Ontario Schools License StarOffice
An anonymous reader writes "Sun Microsystems has signed a contract with the Ontario Ministry of Education in one of the biggest deals yet for its StarOffice software. It covers 72 public and parochial school boards in Ontario. All will be licensed to use StarOffice 7 on all school-owned PCs. Financial details weren't disclosed but Ontario school officials said the cost is 'minimal.'" Reader Apostata adds that the move "will see the application suite used by 2.5 million students. No word on whether it ships with 'Canadian English' pack ;)"
I think this move is the most enlightened move the Ministry of Ed has made since inception.

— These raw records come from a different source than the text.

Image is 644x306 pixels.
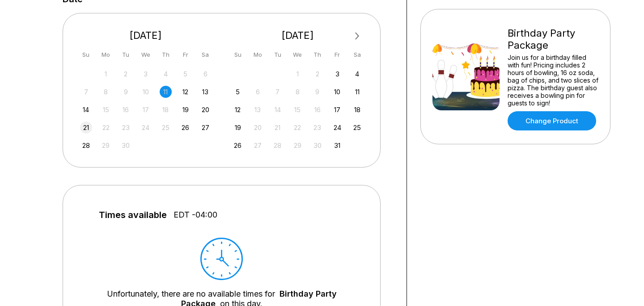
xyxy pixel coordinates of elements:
[508,27,598,51] div: Birthday Party Package
[231,104,243,116] div: Choose Sunday, October 12th, 2025
[80,49,92,61] div: Su
[120,49,132,61] div: Tu
[79,67,213,152] div: month 2025-09
[80,86,92,98] div: Not available Sunday, September 7th, 2025
[179,49,192,61] div: Fr
[100,49,112,61] div: Mo
[331,86,343,98] div: Choose Friday, October 10th, 2025
[99,210,167,220] span: Times available
[100,104,112,116] div: Not available Monday, September 15th, 2025
[231,49,243,61] div: Su
[179,121,192,133] div: Choose Friday, September 26th, 2025
[252,86,264,98] div: Not available Monday, October 6th, 2025
[231,140,243,152] div: Choose Sunday, October 26th, 2025
[351,86,363,98] div: Choose Saturday, October 11th, 2025
[312,68,323,80] div: Not available Thursday, October 2nd, 2025
[200,121,212,133] div: Choose Saturday, September 27th, 2025
[100,68,112,80] div: Not available Monday, September 1st, 2025
[351,68,363,80] div: Choose Saturday, October 4th, 2025
[100,140,112,152] div: Not available Monday, September 29th, 2025
[432,43,500,111] img: Birthday Party Package
[351,104,363,116] div: Choose Saturday, October 18th, 2025
[231,67,365,152] div: month 2025-10
[200,68,212,80] div: Not available Saturday, September 6th, 2025
[312,121,323,133] div: Not available Thursday, October 23rd, 2025
[140,104,152,116] div: Not available Wednesday, September 17th, 2025
[252,49,264,61] div: Mo
[331,121,343,133] div: Choose Friday, October 24th, 2025
[140,86,152,98] div: Not available Wednesday, September 10th, 2025
[291,86,303,98] div: Not available Wednesday, October 8th, 2025
[331,49,343,61] div: Fr
[160,86,172,98] div: Not available Thursday, September 11th, 2025
[120,68,132,80] div: Not available Tuesday, September 2nd, 2025
[80,140,92,152] div: Choose Sunday, September 28th, 2025
[140,121,152,133] div: Not available Wednesday, September 24th, 2025
[272,86,283,98] div: Not available Tuesday, October 7th, 2025
[312,140,323,152] div: Not available Thursday, October 30th, 2025
[331,140,343,152] div: Choose Friday, October 31st, 2025
[312,86,323,98] div: Not available Thursday, October 9th, 2025
[231,86,243,98] div: Choose Sunday, October 5th, 2025
[160,68,172,80] div: Not available Thursday, September 4th, 2025
[160,49,172,61] div: Th
[291,68,303,80] div: Not available Wednesday, October 1st, 2025
[291,104,303,116] div: Not available Wednesday, October 15th, 2025
[80,121,92,133] div: Choose Sunday, September 21st, 2025
[291,49,303,61] div: We
[76,30,215,42] div: [DATE]
[80,104,92,116] div: Choose Sunday, September 14th, 2025
[100,86,112,98] div: Not available Monday, September 8th, 2025
[351,49,363,61] div: Sa
[508,111,596,131] a: Change Product
[272,140,283,152] div: Not available Tuesday, October 28th, 2025
[179,68,192,80] div: Not available Friday, September 5th, 2025
[120,140,132,152] div: Not available Tuesday, September 30th, 2025
[312,49,323,61] div: Th
[350,29,364,43] button: Next Month
[272,121,283,133] div: Not available Tuesday, October 21st, 2025
[173,210,217,220] span: EDT -04:00
[160,121,172,133] div: Not available Thursday, September 25th, 2025
[252,104,264,116] div: Not available Monday, October 13th, 2025
[229,30,367,42] div: [DATE]
[351,121,363,133] div: Choose Saturday, October 25th, 2025
[200,86,212,98] div: Choose Saturday, September 13th, 2025
[179,104,192,116] div: Choose Friday, September 19th, 2025
[291,140,303,152] div: Not available Wednesday, October 29th, 2025
[100,121,112,133] div: Not available Monday, September 22nd, 2025
[231,121,243,133] div: Choose Sunday, October 19th, 2025
[312,104,323,116] div: Not available Thursday, October 16th, 2025
[160,104,172,116] div: Not available Thursday, September 18th, 2025
[140,49,152,61] div: We
[252,121,264,133] div: Not available Monday, October 20th, 2025
[120,86,132,98] div: Not available Tuesday, September 9th, 2025
[252,140,264,152] div: Not available Monday, October 27th, 2025
[291,121,303,133] div: Not available Wednesday, October 22nd, 2025
[140,68,152,80] div: Not available Wednesday, September 3rd, 2025
[331,68,343,80] div: Choose Friday, October 3rd, 2025
[120,104,132,116] div: Not available Tuesday, September 16th, 2025
[179,86,192,98] div: Choose Friday, September 12th, 2025
[272,104,283,116] div: Not available Tuesday, October 14th, 2025
[200,49,212,61] div: Sa
[200,104,212,116] div: Choose Saturday, September 20th, 2025
[272,49,283,61] div: Tu
[508,54,598,106] div: Join us for a birthday filled with fun! Pricing includes 2 hours of bowling, 16 oz soda, bag of c...
[331,104,343,116] div: Choose Friday, October 17th, 2025
[120,121,132,133] div: Not available Tuesday, September 23rd, 2025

Sadly it's only motivated by the shoddy budget for education, and not a move in ideology, necessarily. The backstory to the Ontario Ministry of Education using Star Office has to do mostly with politics. Even with $2bil increase to spending on education in the 2004 budget, this is still a lot less than years prior, due to Tory cuts to education. It's really a sad state of affairs for children today, in Ontario.
The dangers of knowledge trigger emotional distress in human beings.
At least it will flag any occurances of "y'all."
I'm going to the casino. Don't gamble.
Interesting that the Canadian government can choose not to disclose the money spent on the contract. That's definitely in contrast to here in the US where even a teacher's pay is public record.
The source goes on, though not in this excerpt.